Sunday, March 25, 2012

What a week! We have been in a frenzy around here trying to get everything done. This week we tackled the prickly black raspberries and blackberries. Everything got pruned, though by the looks of my arms, I think it was the plants that had the last laugh.

Apricot blooms

Much to our dismay, the apricot trees were in full bloom this week. Last year they bloomed on Mother's Day, which would put them a good 5 weeks ahead of schedule. Yet, despite the early arrival of the blooms, our busy bees found the trees and were buzzing happily as they gathered pollen from the flowers. A big thank you to James White for his great beekeeping skills... for keeping "his girls" happy & healthy throughout the winter months so they can continue to help us both in pollination and providing yummy honey!

Along with the apricots, the grapevine buds are beginning to swell and we are seeing green leaves shooting up in all our bramble fields (red raspberry, black raspberry and blackberry). Only time will tell what this will mean for our fruit season. We continue to monitor the weather, hoping that nighttime temps do not drop below freezing. If temps do drop that low, any flower that is exposed or new grapevine shoot will be at risk.


Autumn Bliss red raspberries
As far as the strawberries, they are still holding their own. We have yet to uncover the straw from atop them, as we are holding off as long as we can to protect their tender blooms from a MN frost. Strawberries in bloom are highly sensitive to cold weather and should a frost strike at the wrong time in the process of blooming/setting fruit, we could lose the crop.

On top of all the frenzied pruning,  this warm spring has also brought an early amount of weeds! The greatest challenge for us as growers who do not use chemical pesticides or herbicides on our crops, is weeds! The fields we will plant strawberries in next month had already become inundated with weeds as of this weekend, so Dean was out there already this afternoon tilling -- something we generally don't do until right before strawberry planting in late April.

All that said, it was a treat to be out tying grapevines this afternoon in the warm March sun. In the year and a half that we have been here at Firefly Berries I have come to think of myself not so much as a fruit farmer, but rather a caretaker of the land and the plants. It's funny how when you spend so many hours with the fruit plants -- particularly the grapevines-- they start to take on a personality of their own, letting you know where and when they need a little TLC.

Today, for instance, as I was tying up the fruiting vines and straightening out the crooked vines, my mind began to wander into the greater food system we have here in America. So many of us get our food at Target or Wal Mart and don't really stop to think where it came from or who grew it. We are missing that connection to the plant or animal that is our food. But, being on this side of the food chain now, I can see things differently. 

And yet some days, when I am knee deep in farm tasks, I think how nice it would be to have a machine to help me do all these chores. And just when I'm having this crazed machine-wishing thought, something happens -- I see something, a vine that isn't quite right or a weed that is just a little too close to a raspberry plant. And I fix it... because I can... because I am not a machine... I am a person... a person who can see and feel... so much more than what a machine can.  And very quickly I am reminded why I love this job so much... it is the connection... the connection I feel to the plants... to the land and to the earth --that is what this labor of love is all about.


WHAT IS BEING ASKED: Output the full listing below exactly; the images stay out.

DATA FOR THIS TASK:
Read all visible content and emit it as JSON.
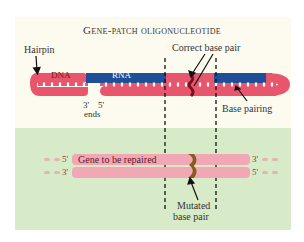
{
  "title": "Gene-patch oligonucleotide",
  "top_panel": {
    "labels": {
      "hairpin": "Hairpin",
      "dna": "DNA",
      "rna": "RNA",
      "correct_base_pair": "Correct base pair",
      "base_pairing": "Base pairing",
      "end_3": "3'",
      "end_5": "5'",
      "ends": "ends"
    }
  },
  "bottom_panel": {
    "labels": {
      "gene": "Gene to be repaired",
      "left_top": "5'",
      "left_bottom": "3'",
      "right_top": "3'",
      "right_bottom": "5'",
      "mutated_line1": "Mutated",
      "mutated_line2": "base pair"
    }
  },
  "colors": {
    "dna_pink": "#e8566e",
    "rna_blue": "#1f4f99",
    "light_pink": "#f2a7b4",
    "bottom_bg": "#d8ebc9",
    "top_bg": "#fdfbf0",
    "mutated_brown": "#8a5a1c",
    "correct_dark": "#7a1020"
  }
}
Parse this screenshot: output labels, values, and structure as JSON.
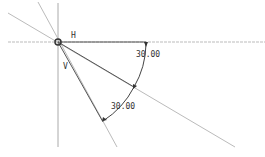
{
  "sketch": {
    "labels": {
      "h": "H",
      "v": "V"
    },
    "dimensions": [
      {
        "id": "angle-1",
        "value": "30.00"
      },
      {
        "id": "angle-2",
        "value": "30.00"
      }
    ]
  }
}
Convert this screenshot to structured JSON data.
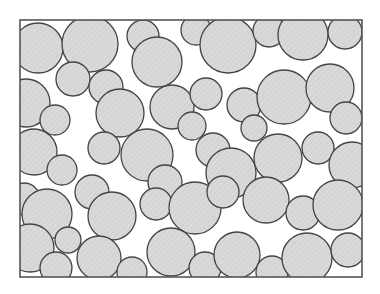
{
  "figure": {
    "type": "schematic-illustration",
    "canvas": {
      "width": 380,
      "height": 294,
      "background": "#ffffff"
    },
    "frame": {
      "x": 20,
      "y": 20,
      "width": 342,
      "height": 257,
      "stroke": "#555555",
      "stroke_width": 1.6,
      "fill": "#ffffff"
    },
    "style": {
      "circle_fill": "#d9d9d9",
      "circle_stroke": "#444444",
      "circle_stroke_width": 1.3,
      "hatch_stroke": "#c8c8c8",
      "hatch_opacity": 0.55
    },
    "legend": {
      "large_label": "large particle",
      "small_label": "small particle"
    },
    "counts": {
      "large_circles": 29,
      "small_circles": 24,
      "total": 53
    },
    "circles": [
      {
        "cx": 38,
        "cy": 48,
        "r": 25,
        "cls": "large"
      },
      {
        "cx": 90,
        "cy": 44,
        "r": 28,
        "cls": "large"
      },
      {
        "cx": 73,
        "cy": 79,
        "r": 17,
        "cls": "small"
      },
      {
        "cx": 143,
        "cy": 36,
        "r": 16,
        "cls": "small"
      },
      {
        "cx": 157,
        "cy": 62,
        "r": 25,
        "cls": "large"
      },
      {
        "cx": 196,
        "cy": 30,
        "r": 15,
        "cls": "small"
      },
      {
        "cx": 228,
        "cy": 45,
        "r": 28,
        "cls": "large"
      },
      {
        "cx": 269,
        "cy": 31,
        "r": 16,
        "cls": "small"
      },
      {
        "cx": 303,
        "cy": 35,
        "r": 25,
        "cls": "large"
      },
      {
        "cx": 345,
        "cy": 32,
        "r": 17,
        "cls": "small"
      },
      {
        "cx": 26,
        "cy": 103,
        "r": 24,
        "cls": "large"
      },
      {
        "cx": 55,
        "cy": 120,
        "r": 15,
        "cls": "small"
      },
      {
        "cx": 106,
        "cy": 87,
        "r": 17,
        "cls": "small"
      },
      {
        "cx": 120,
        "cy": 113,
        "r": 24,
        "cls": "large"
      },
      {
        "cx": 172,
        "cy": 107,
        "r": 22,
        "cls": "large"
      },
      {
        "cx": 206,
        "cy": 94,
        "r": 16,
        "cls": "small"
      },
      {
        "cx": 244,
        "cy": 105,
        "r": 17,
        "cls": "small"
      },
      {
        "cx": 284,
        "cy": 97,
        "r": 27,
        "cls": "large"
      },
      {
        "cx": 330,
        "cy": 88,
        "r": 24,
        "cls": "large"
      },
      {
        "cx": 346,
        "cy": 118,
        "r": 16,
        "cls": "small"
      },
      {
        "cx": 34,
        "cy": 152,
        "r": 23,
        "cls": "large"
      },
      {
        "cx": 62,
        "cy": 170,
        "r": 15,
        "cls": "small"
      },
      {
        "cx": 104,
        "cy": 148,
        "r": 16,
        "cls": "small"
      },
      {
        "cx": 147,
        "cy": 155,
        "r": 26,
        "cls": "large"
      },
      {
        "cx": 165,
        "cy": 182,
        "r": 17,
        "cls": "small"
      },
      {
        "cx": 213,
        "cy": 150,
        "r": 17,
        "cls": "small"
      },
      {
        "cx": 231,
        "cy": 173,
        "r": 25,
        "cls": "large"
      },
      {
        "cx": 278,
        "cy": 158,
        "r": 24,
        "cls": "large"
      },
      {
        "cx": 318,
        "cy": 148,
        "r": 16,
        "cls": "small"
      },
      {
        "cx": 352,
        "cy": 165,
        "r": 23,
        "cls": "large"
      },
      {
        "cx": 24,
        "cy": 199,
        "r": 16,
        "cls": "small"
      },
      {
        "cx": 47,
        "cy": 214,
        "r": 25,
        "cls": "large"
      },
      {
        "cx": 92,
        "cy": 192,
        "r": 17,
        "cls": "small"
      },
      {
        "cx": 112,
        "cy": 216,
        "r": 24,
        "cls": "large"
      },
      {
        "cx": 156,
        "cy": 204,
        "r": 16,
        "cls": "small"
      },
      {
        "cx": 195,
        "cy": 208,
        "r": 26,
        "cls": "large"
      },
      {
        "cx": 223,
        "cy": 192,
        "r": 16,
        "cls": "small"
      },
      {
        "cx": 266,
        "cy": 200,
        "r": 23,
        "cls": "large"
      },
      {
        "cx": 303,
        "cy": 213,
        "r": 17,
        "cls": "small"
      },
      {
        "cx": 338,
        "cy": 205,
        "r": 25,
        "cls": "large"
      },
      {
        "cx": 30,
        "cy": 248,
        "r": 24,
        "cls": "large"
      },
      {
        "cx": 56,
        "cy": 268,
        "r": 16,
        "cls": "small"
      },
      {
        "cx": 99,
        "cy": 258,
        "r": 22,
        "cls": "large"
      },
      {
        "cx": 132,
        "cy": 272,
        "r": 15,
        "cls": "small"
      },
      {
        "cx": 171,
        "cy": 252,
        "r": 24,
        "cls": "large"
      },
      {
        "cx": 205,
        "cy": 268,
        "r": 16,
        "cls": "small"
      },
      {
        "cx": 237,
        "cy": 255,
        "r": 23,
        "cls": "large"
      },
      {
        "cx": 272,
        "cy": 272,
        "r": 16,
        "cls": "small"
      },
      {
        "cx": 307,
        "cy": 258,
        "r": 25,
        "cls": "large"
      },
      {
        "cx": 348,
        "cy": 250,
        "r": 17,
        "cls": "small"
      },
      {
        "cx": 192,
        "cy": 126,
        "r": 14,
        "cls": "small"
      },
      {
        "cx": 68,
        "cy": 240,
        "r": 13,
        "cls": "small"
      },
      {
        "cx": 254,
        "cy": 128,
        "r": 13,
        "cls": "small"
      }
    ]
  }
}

RESULT FOR THIS TASK:
Read all visible content and emit it as JSON.
{
  "title": "Gene-patch oligonucleotide",
  "top_panel": {
    "labels": {
      "hairpin": "Hairpin",
      "dna": "DNA",
      "rna": "RNA",
      "correct_base_pair": "Correct base pair",
      "base_pairing": "Base pairing",
      "end_3": "3'",
      "end_5": "5'",
      "ends": "ends"
    }
  },
  "bottom_panel": {
    "labels": {
      "gene": "Gene to be repaired",
      "left_top": "5'",
      "left_bottom": "3'",
      "right_top": "3'",
      "right_bottom": "5'",
      "mutated_line1": "Mutated",
      "mutated_line2": "base pair"
    }
  },
  "colors": {
    "dna_pink": "#e8566e",
    "rna_blue": "#1f4f99",
    "light_pink": "#f2a7b4",
    "bottom_bg": "#d8ebc9",
    "top_bg": "#fdfbf0",
    "mutated_brown": "#8a5a1c",
    "correct_dark": "#7a1020"
  }
}
Parse this screenshot: output labels, values, and structure as JSON.
{
  "sketch": {
    "labels": {
      "h": "H",
      "v": "V"
    },
    "dimensions": [
      {
        "id": "angle-1",
        "value": "30.00"
      },
      {
        "id": "angle-2",
        "value": "30.00"
      }
    ]
  }
}
Convert this screenshot to structured JSON data.
{
  "figure": {
    "type": "schematic-illustration",
    "canvas": {
      "width": 380,
      "height": 294,
      "background": "#ffffff"
    },
    "frame": {
      "x": 20,
      "y": 20,
      "width": 342,
      "height": 257,
      "stroke": "#555555",
      "stroke_width": 1.6,
      "fill": "#ffffff"
    },
    "style": {
      "circle_fill": "#d9d9d9",
      "circle_stroke": "#444444",
      "circle_stroke_width": 1.3,
      "hatch_stroke": "#c8c8c8",
      "hatch_opacity": 0.55
    },
    "legend": {
      "large_label": "large particle",
      "small_label": "small particle"
    },
    "counts": {
      "large_circles": 29,
      "small_circles": 24,
      "total": 53
    },
    "circles": [
      {
        "cx": 38,
        "cy": 48,
        "r": 25,
        "cls": "large"
      },
      {
        "cx": 90,
        "cy": 44,
        "r": 28,
        "cls": "large"
      },
      {
        "cx": 73,
        "cy": 79,
        "r": 17,
        "cls": "small"
      },
      {
        "cx": 143,
        "cy": 36,
        "r": 16,
        "cls": "small"
      },
      {
        "cx": 157,
        "cy": 62,
        "r": 25,
        "cls": "large"
      },
      {
        "cx": 196,
        "cy": 30,
        "r": 15,
        "cls": "small"
      },
      {
        "cx": 228,
        "cy": 45,
        "r": 28,
        "cls": "large"
      },
      {
        "cx": 269,
        "cy": 31,
        "r": 16,
        "cls": "small"
      },
      {
        "cx": 303,
        "cy": 35,
        "r": 25,
        "cls": "large"
      },
      {
        "cx": 345,
        "cy": 32,
        "r": 17,
        "cls": "small"
      },
      {
        "cx": 26,
        "cy": 103,
        "r": 24,
        "cls": "large"
      },
      {
        "cx": 55,
        "cy": 120,
        "r": 15,
        "cls": "small"
      },
      {
        "cx": 106,
        "cy": 87,
        "r": 17,
        "cls": "small"
      },
      {
        "cx": 120,
        "cy": 113,
        "r": 24,
        "cls": "large"
      },
      {
        "cx": 172,
        "cy": 107,
        "r": 22,
        "cls": "large"
      },
      {
        "cx": 206,
        "cy": 94,
        "r": 16,
        "cls": "small"
      },
      {
        "cx": 244,
        "cy": 105,
        "r": 17,
        "cls": "small"
      },
      {
        "cx": 284,
        "cy": 97,
        "r": 27,
        "cls": "large"
      },
      {
        "cx": 330,
        "cy": 88,
        "r": 24,
        "cls": "large"
      },
      {
        "cx": 346,
        "cy": 118,
        "r": 16,
        "cls": "small"
      },
      {
        "cx": 34,
        "cy": 152,
        "r": 23,
        "cls": "large"
      },
      {
        "cx": 62,
        "cy": 170,
        "r": 15,
        "cls": "small"
      },
      {
        "cx": 104,
        "cy": 148,
        "r": 16,
        "cls": "small"
      },
      {
        "cx": 147,
        "cy": 155,
        "r": 26,
        "cls": "large"
      },
      {
        "cx": 165,
        "cy": 182,
        "r": 17,
        "cls": "small"
      },
      {
        "cx": 213,
        "cy": 150,
        "r": 17,
        "cls": "small"
      },
      {
        "cx": 231,
        "cy": 173,
        "r": 25,
        "cls": "large"
      },
      {
        "cx": 278,
        "cy": 158,
        "r": 24,
        "cls": "large"
      },
      {
        "cx": 318,
        "cy": 148,
        "r": 16,
        "cls": "small"
      },
      {
        "cx": 352,
        "cy": 165,
        "r": 23,
        "cls": "large"
      },
      {
        "cx": 24,
        "cy": 199,
        "r": 16,
        "cls": "small"
      },
      {
        "cx": 47,
        "cy": 214,
        "r": 25,
        "cls": "large"
      },
      {
        "cx": 92,
        "cy": 192,
        "r": 17,
        "cls": "small"
      },
      {
        "cx": 112,
        "cy": 216,
        "r": 24,
        "cls": "large"
      },
      {
        "cx": 156,
        "cy": 204,
        "r": 16,
        "cls": "small"
      },
      {
        "cx": 195,
        "cy": 208,
        "r": 26,
        "cls": "large"
      },
      {
        "cx": 223,
        "cy": 192,
        "r": 16,
        "cls": "small"
      },
      {
        "cx": 266,
        "cy": 200,
        "r": 23,
        "cls": "large"
      },
      {
        "cx": 303,
        "cy": 213,
        "r": 17,
        "cls": "small"
      },
      {
        "cx": 338,
        "cy": 205,
        "r": 25,
        "cls": "large"
      },
      {
        "cx": 30,
        "cy": 248,
        "r": 24,
        "cls": "large"
      },
      {
        "cx": 56,
        "cy": 268,
        "r": 16,
        "cls": "small"
      },
      {
        "cx": 99,
        "cy": 258,
        "r": 22,
        "cls": "large"
      },
      {
        "cx": 132,
        "cy": 272,
        "r": 15,
        "cls": "small"
      },
      {
        "cx": 171,
        "cy": 252,
        "r": 24,
        "cls": "large"
      },
      {
        "cx": 205,
        "cy": 268,
        "r": 16,
        "cls": "small"
      },
      {
        "cx": 237,
        "cy": 255,
        "r": 23,
        "cls": "large"
      },
      {
        "cx": 272,
        "cy": 272,
        "r": 16,
        "cls": "small"
      },
      {
        "cx": 307,
        "cy": 258,
        "r": 25,
        "cls": "large"
      },
      {
        "cx": 348,
        "cy": 250,
        "r": 17,
        "cls": "small"
      },
      {
        "cx": 192,
        "cy": 126,
        "r": 14,
        "cls": "small"
      },
      {
        "cx": 68,
        "cy": 240,
        "r": 13,
        "cls": "small"
      },
      {
        "cx": 254,
        "cy": 128,
        "r": 13,
        "cls": "small"
      }
    ]
  }
}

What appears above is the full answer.